Thursday, October 27, 2016

MOMA acquires original set of emoji

No comments:
Emojis are now being displayed in the Museum of Modern Art, this is how it all began in 1999
, by Milen Y

The first emoji was created in 1998 or 1999 by Japanese designer Shigetaka Kurita, who was at the time working on a mobile internet platform, called i-mode, at Japanese carrier NTT. Kurita was inspired by the way weather forecasts and street signs used simple, but universally recognizable, symbols to convey meaning, and decided to adopt this approach for his project. The first set of emoji was comprised of just 176 pictograms, each with resolution of 12 x 12 pixels, and was aimed to differentiate i-mode's messaging features from other such services.

A fascinating bit of history. Many different news outlets have written different stories about this event, each telling something else interesting about the history of emoji:

Enjoy.

Wednesday, October 26, 2016

MacRumors: Microsoft Announces Surface Book i7, Desktop PC 'Surface Studio,' and Windows 10 Creators Update

No comments:
Microsoft Announces Surface Book i7, Desktop PC 'Surface Studio,' and Windows 10 Creators Update
Wednesday October 26, 2016 9:48 am PDT by Mitchel Broussard

At its media event today in New York City, Microsoft announced a new update coming to Windows 10 devices that's focused on creativity and productivity tools, as well as two major new pieces of hardware: the Surface Book i7 and Surface Studio. The Surface Book is the second generation of last year's original model, while the Surface Studio is the company's all new, all-in-one desktop PC that's aimed at the high-end, enterprise market with a starting price of $2,999.

Nice systems. (And unlike Samsung's latest offerings, these are distinct Microsoft designs and are not knock-offs of what other companies are shipping.)

I especially like their large Surface Studio. The idea of being able to quickly fold a desktop-style workstation into a flat drafting-board-like surface for pen-based interaction is great. I've seen concepts like this, but I think this is the first time the concept will ship in an commercial product. And I love the concept of the Surface Dial - hopefully we'll see some great apps that can take advantage of this device.

AppleInsider: Samsung's cylindrical ArtPC Pulse computer apes design of Apple's Mac Pro

No comments:
Samsung's cylindrical ArtPC Pulse computer apes design of Apple's Mac Pro
By Mike Wuerthele Monday, October 10, 2016, 03:25 pm PT (06:25 pm ET)

Samsung, in conjunction with Harman Kardon, has quietly revealed the new cylindrical consumer-grade ArtPC Pulse line powered by the sixth generation Skylake processor, which has already begun to draw many comparisons to Apple's 2013 Mac Pro design.
...
A configuration with a dual-core 2.7 GHz Kaby Lake i5 processor, 256GB of NVMe storage, 8GB of RAM is up for pre-order at Amazon for $1199.99.

Gee, can't Samsung sell anything that's not a copy of some other company's product? Nobody in the world was shipping or even talking about a small-black-cylinder form factor before Apple released the 2013 Mac Pro and now Samsung ships one. And don't get me started on their iPhone clones. Don't they have any product designers capable of original thought?

Friday, October 07, 2016

Backblaze: What SMART Stats Tell Us About Hard Drives

No comments:
What SMART Stats Tell Us About Hard Drives
October 6th, 2016

What if a hard drive could tell you it was going to fail before it actually did? Is that possible? Each day Backblaze records the SMART stats that are reported by the 67,814 hard drives we have spinning in our Sacramento data center. SMART stands for Self-Monitoring, Analysis and Reporting Technology and is a monitoring system included in hard drives that reports on various attributes of the state of a given drive.

While we’ve looked at SMART stats before, this time we’ll dig into the SMART stats we use in determining drive failure and we’ll also look at a few other stats we find interesting.

This is a really interesting article about some parts of SMART and how the statistics may be used to heuristically predict drive failure.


◆ **Your assignment**
Here the job is to retype the data word for word while leaving the pictures aside.

◆ **Provided information**
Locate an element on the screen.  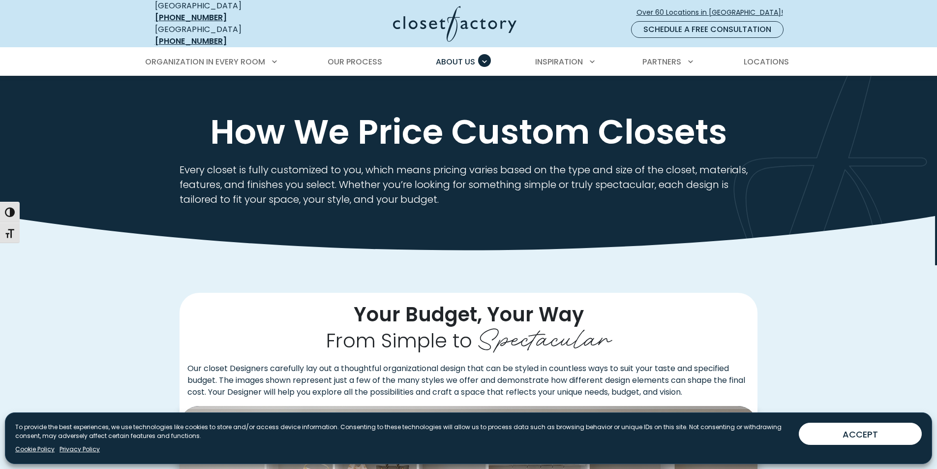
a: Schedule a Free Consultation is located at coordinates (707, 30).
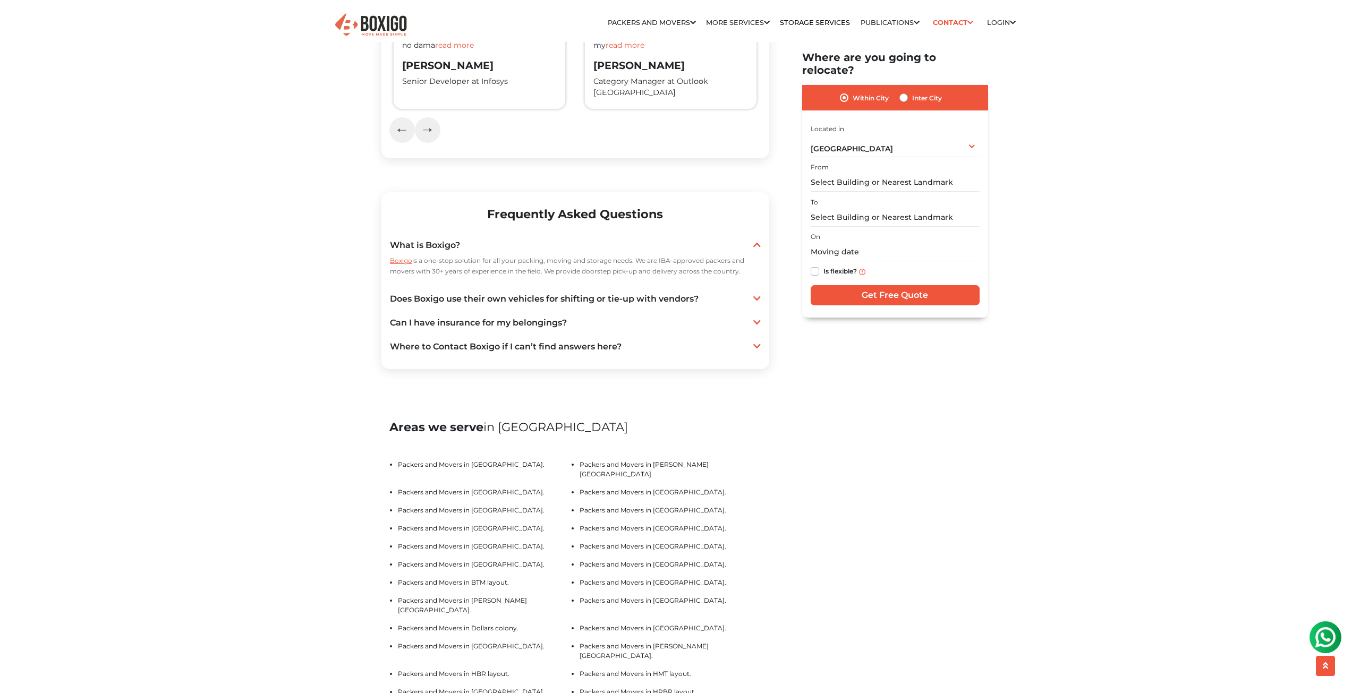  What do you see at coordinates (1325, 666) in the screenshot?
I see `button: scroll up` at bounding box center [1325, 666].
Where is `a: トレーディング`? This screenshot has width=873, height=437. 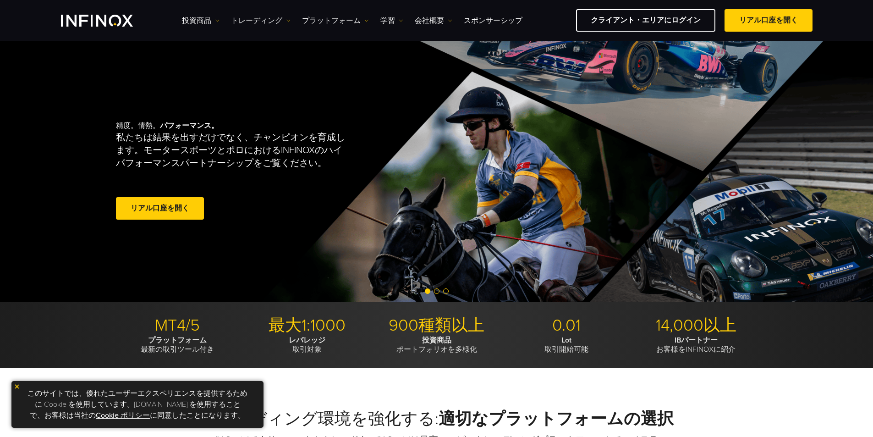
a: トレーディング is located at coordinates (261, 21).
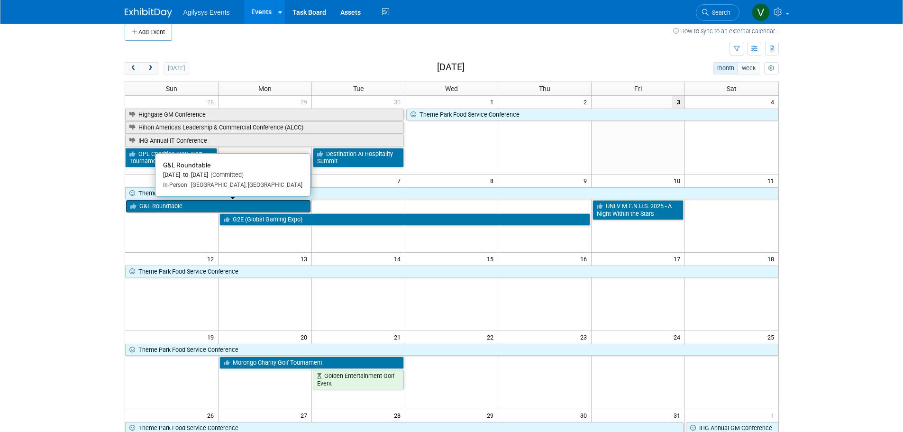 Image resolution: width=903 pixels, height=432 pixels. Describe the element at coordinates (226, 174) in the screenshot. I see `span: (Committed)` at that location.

◆ **Solution for this exercise**
Locate an element on the screen.  
a: Schedule a Free Consultation is located at coordinates (707, 30).
  What do you see at coordinates (1325, 666) in the screenshot?
I see `button: scroll up` at bounding box center [1325, 666].
Where is `a: トレーディング`? This screenshot has width=873, height=437. 
a: トレーディング is located at coordinates (261, 21).
 Image resolution: width=903 pixels, height=432 pixels. Describe the element at coordinates (226, 174) in the screenshot. I see `span: (Committed)` at that location.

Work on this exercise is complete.